What O'Shea didn't know was how young his new employee was.
"I had no idea that he was 15," O'Shea said. "I figured he was a college student. He ... had a good, mature sound to him."
At first too young to drive, Beck took the bus to Seattle to work his weekend shifts at KUBE, sleeping in the station overnight before catching a bus home to Bellingham the next day.
"He reminded me of the exuberance or enthusiasm I had for being a radio disc jockey," O'Shea said.
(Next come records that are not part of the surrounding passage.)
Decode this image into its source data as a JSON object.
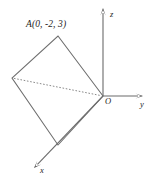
{
  "figure": {
    "background_color": "#ffffff",
    "line_color": "#6e6e6e",
    "label_color": "#1d1d1d",
    "width": 152,
    "height": 184
  },
  "labels": {
    "point_a": "A(0, -2, 3)",
    "axis_z": "z",
    "axis_y": "y",
    "axis_x": "x",
    "origin": "O"
  },
  "chart_data": {
    "type": "diagram",
    "axes": [
      {
        "name": "z",
        "label": "z",
        "from": [
          103,
          96
        ],
        "to": [
          103,
          8
        ],
        "arrow": true,
        "direction": "up"
      },
      {
        "name": "y",
        "label": "y",
        "from": [
          103,
          96
        ],
        "to": [
          143,
          96
        ],
        "arrow": true,
        "direction": "right"
      },
      {
        "name": "x",
        "label": "x",
        "from": [
          103,
          96
        ],
        "to": [
          34,
          168
        ],
        "arrow": true,
        "direction": "down-left"
      }
    ],
    "vertices": [
      {
        "name": "O",
        "label": "O",
        "x": 103,
        "y": 96,
        "coords": [
          0,
          0,
          0
        ]
      },
      {
        "name": "A",
        "label": "A(0, -2, 3)",
        "x": 58,
        "y": 36,
        "coords": [
          0,
          -2,
          3
        ]
      },
      {
        "name": "left",
        "label": "",
        "x": 12,
        "y": 78,
        "coords": null
      },
      {
        "name": "bottom",
        "label": "",
        "x": 58,
        "y": 145,
        "coords": null
      }
    ],
    "polygon": {
      "name": "square",
      "closed": true,
      "points": [
        [
          103,
          96
        ],
        [
          58,
          36
        ],
        [
          12,
          78
        ],
        [
          58,
          145
        ]
      ],
      "style": "solid"
    },
    "dashed_segments": [
      {
        "name": "diagonal-left-to-origin",
        "from": [
          12,
          78
        ],
        "to": [
          103,
          96
        ],
        "style": "dotted"
      }
    ],
    "xlabel": "x",
    "ylabel": "y",
    "zlabel": "z",
    "grid": false,
    "legend": null
  }
}
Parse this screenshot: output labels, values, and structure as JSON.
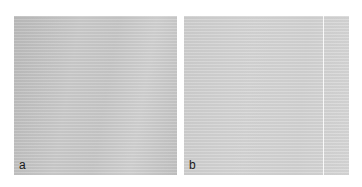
{
  "figure": {
    "panels": [
      {
        "id": "a",
        "label": "a",
        "fill": "#c8c8c8"
      },
      {
        "id": "b",
        "label": "b",
        "fill": "#d4d4d4"
      }
    ]
  }
}
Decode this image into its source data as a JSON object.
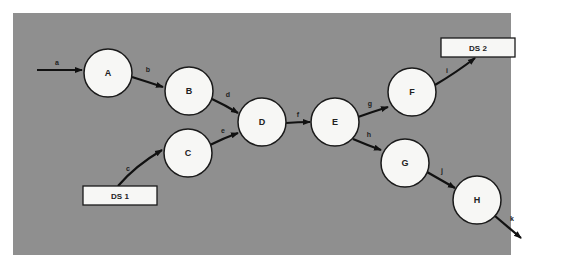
{
  "diagram": {
    "type": "data-flow-diagram",
    "panel_color": "#8f8f8f",
    "nodes": [
      {
        "id": "A",
        "label": "A",
        "cx": 108,
        "cy": 73
      },
      {
        "id": "B",
        "label": "B",
        "cx": 189,
        "cy": 91
      },
      {
        "id": "C",
        "label": "C",
        "cx": 188,
        "cy": 153
      },
      {
        "id": "D",
        "label": "D",
        "cx": 262,
        "cy": 122
      },
      {
        "id": "E",
        "label": "E",
        "cx": 335,
        "cy": 122
      },
      {
        "id": "F",
        "label": "F",
        "cx": 412,
        "cy": 92
      },
      {
        "id": "G",
        "label": "G",
        "cx": 405,
        "cy": 163
      },
      {
        "id": "H",
        "label": "H",
        "cx": 477,
        "cy": 200
      }
    ],
    "stores": [
      {
        "id": "DS1",
        "label": "DS 1"
      },
      {
        "id": "DS2",
        "label": "DS 2"
      }
    ],
    "edges": [
      {
        "label": "a",
        "from": "external",
        "to": "A"
      },
      {
        "label": "b",
        "from": "A",
        "to": "B"
      },
      {
        "label": "c",
        "from": "DS 1",
        "to": "C"
      },
      {
        "label": "d",
        "from": "B",
        "to": "D"
      },
      {
        "label": "e",
        "from": "C",
        "to": "D"
      },
      {
        "label": "f",
        "from": "D",
        "to": "E"
      },
      {
        "label": "g",
        "from": "E",
        "to": "F"
      },
      {
        "label": "h",
        "from": "E",
        "to": "G"
      },
      {
        "label": "i",
        "from": "F",
        "to": "DS 2"
      },
      {
        "label": "j",
        "from": "G",
        "to": "H"
      },
      {
        "label": "k",
        "from": "H",
        "to": "external"
      }
    ]
  }
}
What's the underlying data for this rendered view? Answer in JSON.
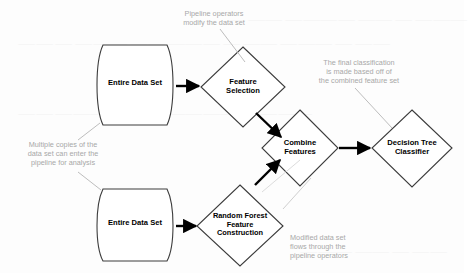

Several Sehome classmates described Beck as articulate and opinionated, save for a stretch when his jaw was wired shut for medical reasons.
"Wasn't wishy-washy"
Shelton said he and Beck read and talked at length about politics during the 1980 presidential race between Republican Ronald Reagan and Democratic incumbent Jimmy Carter. Shelton described Beck as opinionated in the sense that Beck was willing to express his views once he made up his mind.
"He wasn't very wishy-washy," Shelton said. "Most people go with the trend."
Several classmates recalled seeing Beck at their 10-year reunion.
"He came across as being really pompous," Wolken said. "The worst part of his personality that I saw in high school was becoming more prominent."
That description jibes with Beck's public acknowledgment that he was saddled with major drinking and drug problems, and with low self-esteem, during his early radio career.
Today, some classmates wonder whether Beck's populist conservatism is deeply felt, or merely a calculated ticket to money and fame.
"I'm still curious as to whether it's real or an act," Ulrich said.
Shelton said Beck, while a student, yearned to make big money in the world of radio. Time cited figures that Beck now averages about $2 million a month in income.
But Shelton, who attended Beck's 40th-birthday surprise party, said Beck's faith and family are paramount to his friend now, not money.
Beck has said he stopped drinking in 1994 and was baptized a Mormon five years later. Beck has credited his faith and his second wife, Tania, with helping to save him from self-destruction.
"He got out of his own way," Shelton said.